When you come to, the world is wrong-sized and tilted. The lights are too bright, the air smells of disinfectant and something vaguely sweet, like pet shampoo gone overboard. Sounds — muted voices, the clink of metal — drift through a haze. You try to move and realize you are enclosed: a small metal cage, a soft blanket at your feet, the bars close enough to touch but far enough to make reaching impossible.
Around you, animals in human clothing move with the practiced ease of those who have learned to mimic a different species. They speak in a language you don’t understand — voices shaped by muzzles and beaks and paws, laughter that sounds like wind through leaves. Their faces not are humanlike, their clothing tailored: shirts, jackets, shoes. None of it makes sense. The word you hear most is something like “pet” in their tongue — an idea you sense but can’t fully grasp until a shadow falls across the front of the cage.
He is impossibly large. A grizzled gray wolf with vivid blue eyes stands directly in front of you, broad shoulders filling the gap between rows of enclosures. He wears a black T‑shirt that hugs powerful muscles and gray pants tucked into sneakers; even his casual clothing seems sculpted to his frame. The wolf drops to one knee so his face is level with yours, and places a heavy, callused hand against the glass. From where you sit, his paw dwarfs your entire arm. You see claws — sharp, controlled — but the touch on the glass is careful, almost reverent.

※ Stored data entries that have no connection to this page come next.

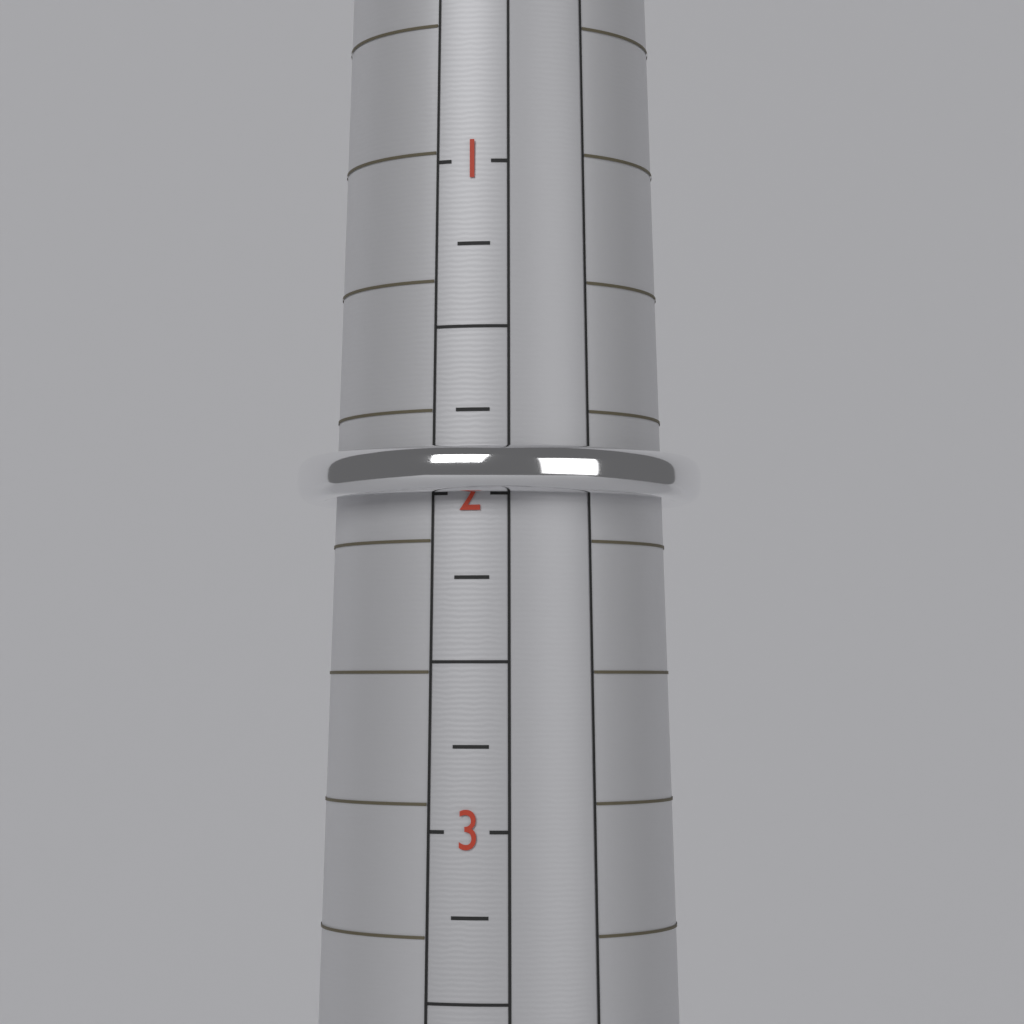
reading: 2.00 (no unit)
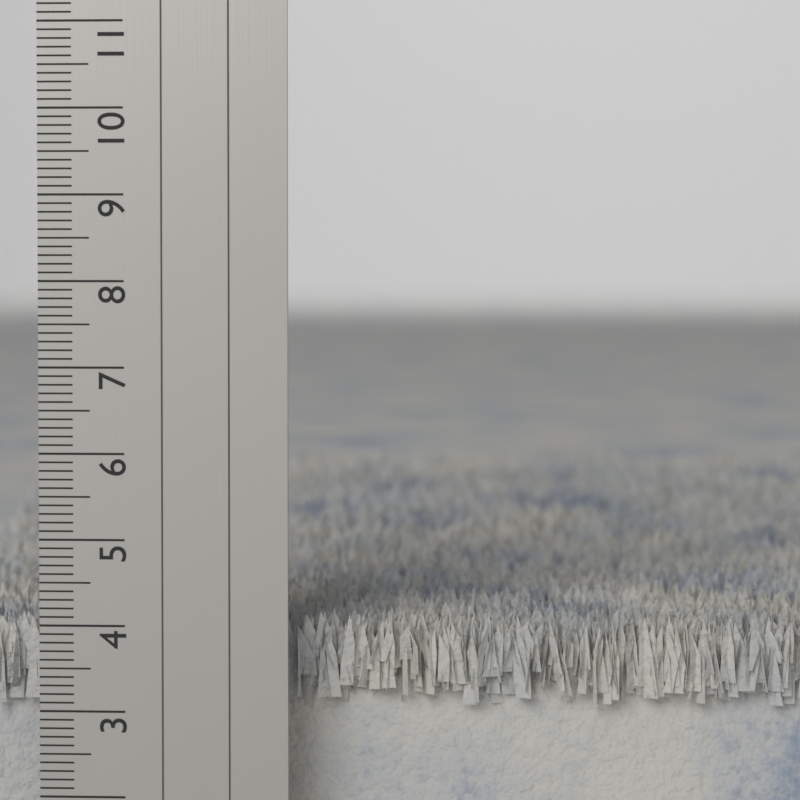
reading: 4.1 cm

There is a look in his blue eyes that you don’t expect: curiosity folded into something like delight. He watches you as if discovering a rare plant in a dry field. He motions to a clerk in a uniform, nodding. The exchange that follows is foreign and brief; you are ushered onto a pallet, wrapped gently, and pushed into a carrier. The wolf — the one with the sky eyes — buys you. The realization lands with a cold clarity: your world has been reduced to possession.
Perspective shifts.
The pet shop staff were obliging — quick with gloves and a soft voice, telling me the way to handle humans that had made my day. “Put them in the carrier,” they said, “it’s easier to transport.” I could hardly believe my luck: a genuine human, alive and no doubt exhausted, and bewildered. And cute. God, so small and impossibly fragile. My thumbs fidgeted against the handle of the carrier the whole way home; I kept picturing Rolf’s face when he found out.
The walk back to my apartment was a string of careful steps. I took my shoes off in the entryway, set the carrier down as if laying a sleeping thing on living room floor, and sat in front of it with a grin that wouldn’t fade. The apartment smelled of coffee and the faint tang of old textbooks I never quite finished moving out. I opened the carrier, waited a beat to let the human get their bearings, then coaxed in a voice I tried to make softer.
“Come on, human‑chan. We’re home.”
I know my speech is a deep, animal sound — they won’t understand my words — but there’s a tone humans seem to listen to. A minute of quiet pleading, a few rustles, and the human peeks out. The moment they step free, I don’t think. Instinct takes over — I gather them up in a hug that’s meant to be warm, possessive, proud. My arms close around their ribcage and I realize, a fraction too late, that I’m squeezing harder than I intended. Their breaths come shallow, a small sound of panic pressed into the hollow of my chest.
Phone out of my pocket, thumb flying, I can’t keep the grin out of my voice. “Rolf — I got one. A real human pet! They’re adorable!”
On the other end, Rolf’s voice is a stunned high note. “Zinoviy‑sempai, you… you really got a pet?”
“Come over. You have to see them!” I say, tightening my hold without noticing the hitch in the human’s inhale. The pulse under my palm is fast. They are so small. So real. My excitement blurs everything else into a bright, eager haze, and for a moment the world narrows to the rhythm of a heartbeat beneath my hand and the thrill of possession.